How long should a product demo video be?

90 seconds to 3 minutes for most product demos. The audience for a demo video is typically further down the funnel than the audience for a general explainer -- they already know what the product is and want to see it in action. This means they will tolerate a slightly longer runtime, but they still value efficiency. Lead with the most compelling feature or use case, not with setup or context. If the product is complex and the demo needs to cover multiple workflows, split it into a series of focused demos rather than one long walkthrough.

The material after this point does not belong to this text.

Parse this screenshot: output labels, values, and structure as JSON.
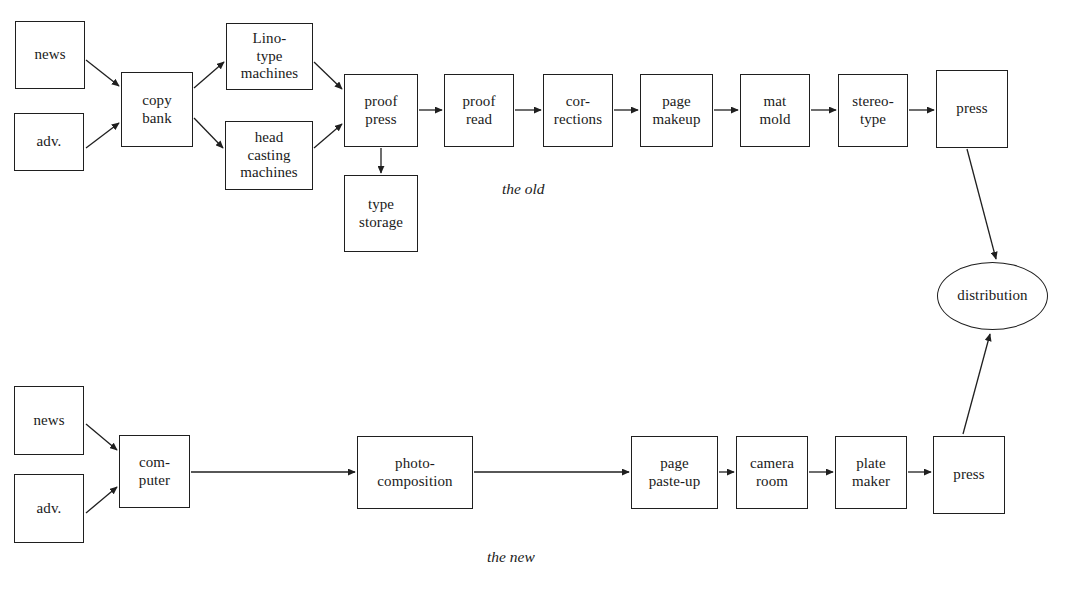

Does video length affect SEO?

Yes, but indirectly. Search engines do not directly rank pages higher because they contain longer or shorter videos. However, video length affects user behavior metrics that search engines do care about: time on page, bounce rate, and engagement signals. A well-placed 90-second explainer video on a landing page can increase average time on page and reduce bounce rate, both of which are positive signals. On YouTube specifically, longer videos that maintain strong viewer retention can rank higher in search results because YouTube's algorithm favors total watch time. The best approach for SEO is not to optimize for a specific video length, but to match the length to the content and ensure the video holds attention throughout.